‘It never stops shaping you’: the legacy of child sexual abuse – and how to survive it

UNITED KINGDOM
The Guardian

June 28, 2018

By Gaby Hinsliff

Child sexual abuse is frighteningly common and hugely damaging. But a new project is collecting survivors’ stories – and revealing what is needed to heal

The first thing Sabah Kaiser does after sitting down at the table when we meet, is to pick up a pen, and write her name on the nearest sheet of paper. She does it almost unthinkingly, and only later will it come to seem significant.

When she was a little girl, Kaiser wrote her name a lot. She scrawled it defiantly on the wall at home, balancing precariously on a banister four floors above the ground to reach the wallpaper: “Sabah is the best.” Later, she wrote it in foster homes: “I would find the hardest place that I could reach, or the most beautiful or lovely area, and write ‘Sabah is the best’.”

It was a coping mechanism she learned young, without really understanding why. But now, at 43, she recognises it as a way of fighting the feelings of worthlessness and shame so many child abuse survivors experience. “It was saying: ‘Look at me, I belong here; I can do the same as you, if not better.’”

The name she writes now is not, however, the same one she had then. Kaiser changed it by deed poll years ago, borrowing inspiration from Keyser Söze, the character in the film The Usual Suspects who has a double life. Kaiser, she explains, means king; above other men, but below God. It is a powerful name, and the one under which she approached the Truth Project.

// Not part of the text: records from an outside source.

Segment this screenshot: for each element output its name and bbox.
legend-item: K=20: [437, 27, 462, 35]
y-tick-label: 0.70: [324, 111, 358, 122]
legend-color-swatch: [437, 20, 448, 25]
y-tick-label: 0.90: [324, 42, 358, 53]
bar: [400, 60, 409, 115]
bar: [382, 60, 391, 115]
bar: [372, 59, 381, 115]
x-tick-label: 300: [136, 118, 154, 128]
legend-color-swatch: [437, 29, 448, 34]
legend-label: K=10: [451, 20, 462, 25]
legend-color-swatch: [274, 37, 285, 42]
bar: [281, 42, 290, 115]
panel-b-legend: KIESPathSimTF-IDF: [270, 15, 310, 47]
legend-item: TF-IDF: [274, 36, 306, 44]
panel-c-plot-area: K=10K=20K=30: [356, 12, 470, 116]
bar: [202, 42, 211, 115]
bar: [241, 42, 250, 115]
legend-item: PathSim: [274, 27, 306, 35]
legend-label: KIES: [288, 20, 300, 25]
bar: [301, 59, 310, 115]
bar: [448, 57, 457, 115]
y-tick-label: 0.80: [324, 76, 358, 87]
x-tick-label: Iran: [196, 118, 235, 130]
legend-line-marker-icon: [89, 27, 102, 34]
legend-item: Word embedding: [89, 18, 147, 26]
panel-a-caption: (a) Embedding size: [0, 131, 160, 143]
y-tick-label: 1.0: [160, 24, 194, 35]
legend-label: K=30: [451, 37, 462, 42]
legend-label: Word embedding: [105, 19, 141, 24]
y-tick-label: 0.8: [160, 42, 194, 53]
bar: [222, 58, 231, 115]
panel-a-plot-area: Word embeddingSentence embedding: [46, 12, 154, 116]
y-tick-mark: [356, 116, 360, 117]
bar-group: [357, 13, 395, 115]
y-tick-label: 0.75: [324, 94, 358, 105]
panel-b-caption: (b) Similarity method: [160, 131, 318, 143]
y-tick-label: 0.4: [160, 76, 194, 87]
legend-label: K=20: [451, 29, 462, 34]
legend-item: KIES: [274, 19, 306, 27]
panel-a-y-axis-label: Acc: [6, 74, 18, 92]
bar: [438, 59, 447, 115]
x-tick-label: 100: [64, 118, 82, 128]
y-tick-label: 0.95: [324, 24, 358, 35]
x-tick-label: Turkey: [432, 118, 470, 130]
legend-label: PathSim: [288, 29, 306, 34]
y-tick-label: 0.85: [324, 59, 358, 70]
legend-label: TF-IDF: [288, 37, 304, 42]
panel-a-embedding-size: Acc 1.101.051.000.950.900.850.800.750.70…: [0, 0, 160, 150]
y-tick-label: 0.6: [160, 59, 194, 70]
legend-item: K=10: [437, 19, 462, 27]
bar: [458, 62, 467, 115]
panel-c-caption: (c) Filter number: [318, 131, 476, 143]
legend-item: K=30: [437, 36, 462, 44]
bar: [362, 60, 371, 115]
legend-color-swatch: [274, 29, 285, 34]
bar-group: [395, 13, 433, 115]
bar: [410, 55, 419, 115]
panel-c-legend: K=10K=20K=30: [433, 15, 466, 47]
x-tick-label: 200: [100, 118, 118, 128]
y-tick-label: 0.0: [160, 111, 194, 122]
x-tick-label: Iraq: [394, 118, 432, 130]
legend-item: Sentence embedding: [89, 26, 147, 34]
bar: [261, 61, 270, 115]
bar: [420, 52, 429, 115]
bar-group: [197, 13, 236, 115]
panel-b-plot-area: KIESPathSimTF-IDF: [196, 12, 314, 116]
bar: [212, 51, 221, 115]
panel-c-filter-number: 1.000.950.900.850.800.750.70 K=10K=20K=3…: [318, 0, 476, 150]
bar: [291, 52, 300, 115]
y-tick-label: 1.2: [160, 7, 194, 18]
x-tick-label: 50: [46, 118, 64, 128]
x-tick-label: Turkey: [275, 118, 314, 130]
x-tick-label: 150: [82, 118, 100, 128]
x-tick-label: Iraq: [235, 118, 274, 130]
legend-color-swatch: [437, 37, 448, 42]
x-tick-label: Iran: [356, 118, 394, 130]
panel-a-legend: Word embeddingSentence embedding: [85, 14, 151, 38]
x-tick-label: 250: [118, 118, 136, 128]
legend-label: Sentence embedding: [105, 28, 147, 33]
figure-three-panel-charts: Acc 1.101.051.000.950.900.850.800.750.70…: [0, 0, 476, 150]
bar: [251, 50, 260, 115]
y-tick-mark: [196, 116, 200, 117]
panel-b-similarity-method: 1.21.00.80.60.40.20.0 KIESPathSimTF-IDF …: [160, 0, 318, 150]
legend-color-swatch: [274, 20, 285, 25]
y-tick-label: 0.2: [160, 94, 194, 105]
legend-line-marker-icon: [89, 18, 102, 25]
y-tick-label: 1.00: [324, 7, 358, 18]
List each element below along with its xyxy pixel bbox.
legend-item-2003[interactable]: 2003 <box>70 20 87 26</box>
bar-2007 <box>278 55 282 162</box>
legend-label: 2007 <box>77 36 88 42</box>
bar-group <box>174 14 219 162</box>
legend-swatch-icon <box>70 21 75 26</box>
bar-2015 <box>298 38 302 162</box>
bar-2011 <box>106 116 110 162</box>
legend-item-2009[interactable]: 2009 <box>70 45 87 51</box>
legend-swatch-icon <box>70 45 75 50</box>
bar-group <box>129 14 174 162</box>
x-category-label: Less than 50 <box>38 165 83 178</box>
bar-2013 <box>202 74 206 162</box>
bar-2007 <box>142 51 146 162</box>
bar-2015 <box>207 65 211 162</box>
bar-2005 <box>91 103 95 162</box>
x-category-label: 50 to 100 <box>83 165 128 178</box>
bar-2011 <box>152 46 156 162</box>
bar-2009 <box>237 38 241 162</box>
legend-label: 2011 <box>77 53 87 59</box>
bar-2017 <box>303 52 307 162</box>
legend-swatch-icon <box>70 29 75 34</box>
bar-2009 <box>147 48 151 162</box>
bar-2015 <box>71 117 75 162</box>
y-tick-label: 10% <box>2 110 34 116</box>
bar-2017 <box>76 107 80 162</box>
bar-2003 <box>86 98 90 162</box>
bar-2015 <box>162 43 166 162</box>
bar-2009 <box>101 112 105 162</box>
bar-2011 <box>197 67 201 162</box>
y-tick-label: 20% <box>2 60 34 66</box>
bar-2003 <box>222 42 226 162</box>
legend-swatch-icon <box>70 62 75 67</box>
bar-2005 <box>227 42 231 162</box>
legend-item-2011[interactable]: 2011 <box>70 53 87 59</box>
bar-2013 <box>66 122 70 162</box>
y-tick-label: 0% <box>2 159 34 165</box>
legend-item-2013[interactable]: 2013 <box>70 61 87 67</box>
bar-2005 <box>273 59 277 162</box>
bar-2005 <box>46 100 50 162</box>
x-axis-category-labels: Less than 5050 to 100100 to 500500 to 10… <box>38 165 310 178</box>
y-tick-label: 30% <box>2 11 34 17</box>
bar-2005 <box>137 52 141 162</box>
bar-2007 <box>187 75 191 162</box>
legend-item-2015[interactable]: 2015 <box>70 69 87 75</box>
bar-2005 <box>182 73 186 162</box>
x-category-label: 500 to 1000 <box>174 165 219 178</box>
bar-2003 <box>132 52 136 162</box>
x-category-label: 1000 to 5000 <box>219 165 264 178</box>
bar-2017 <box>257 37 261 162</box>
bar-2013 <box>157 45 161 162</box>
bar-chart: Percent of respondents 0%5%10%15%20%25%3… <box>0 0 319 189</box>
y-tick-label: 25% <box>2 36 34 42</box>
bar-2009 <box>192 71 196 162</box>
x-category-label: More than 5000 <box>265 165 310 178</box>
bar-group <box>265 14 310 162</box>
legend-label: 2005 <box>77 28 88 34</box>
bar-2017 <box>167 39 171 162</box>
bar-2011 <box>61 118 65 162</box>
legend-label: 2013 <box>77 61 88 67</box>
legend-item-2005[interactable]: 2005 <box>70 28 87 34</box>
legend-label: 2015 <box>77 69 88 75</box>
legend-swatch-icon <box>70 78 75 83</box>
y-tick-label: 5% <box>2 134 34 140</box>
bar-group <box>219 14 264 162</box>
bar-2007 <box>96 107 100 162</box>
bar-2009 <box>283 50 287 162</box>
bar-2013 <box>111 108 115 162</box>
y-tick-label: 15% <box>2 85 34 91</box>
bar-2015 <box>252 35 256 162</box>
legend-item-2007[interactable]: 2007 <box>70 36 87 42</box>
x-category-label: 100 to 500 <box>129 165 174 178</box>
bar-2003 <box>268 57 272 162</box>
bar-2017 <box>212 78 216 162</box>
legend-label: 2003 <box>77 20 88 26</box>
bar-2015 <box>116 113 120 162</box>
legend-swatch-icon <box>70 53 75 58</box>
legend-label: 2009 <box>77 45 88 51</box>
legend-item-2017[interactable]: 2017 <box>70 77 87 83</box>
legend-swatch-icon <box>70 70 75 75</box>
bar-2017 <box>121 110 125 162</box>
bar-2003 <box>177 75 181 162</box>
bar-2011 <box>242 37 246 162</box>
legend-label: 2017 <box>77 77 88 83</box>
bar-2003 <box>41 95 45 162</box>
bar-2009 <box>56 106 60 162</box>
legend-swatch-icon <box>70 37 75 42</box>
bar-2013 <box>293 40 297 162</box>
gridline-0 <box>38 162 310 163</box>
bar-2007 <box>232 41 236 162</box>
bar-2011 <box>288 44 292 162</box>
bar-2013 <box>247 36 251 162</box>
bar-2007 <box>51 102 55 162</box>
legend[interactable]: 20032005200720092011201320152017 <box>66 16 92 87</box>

Set up by the government’s Independent Inquiry into Child Sexual Abuse, the project gives individual victims and survivors a chance to be heard; to share stories in confidence, helping inform the inquiry’s investigation into the widespread failure of institutions from churches to boarding schools to halt abuse. So far it has collected more than 1,000 stories (and remains keen to hear more), and while the details are often harrowing, they are striking in what they reveal about the lifelong consequences. As one survivor says in the report published this week by the Truth Project, it’s “like pebbles thrown into a pond; the ripples keep on getting bigger”.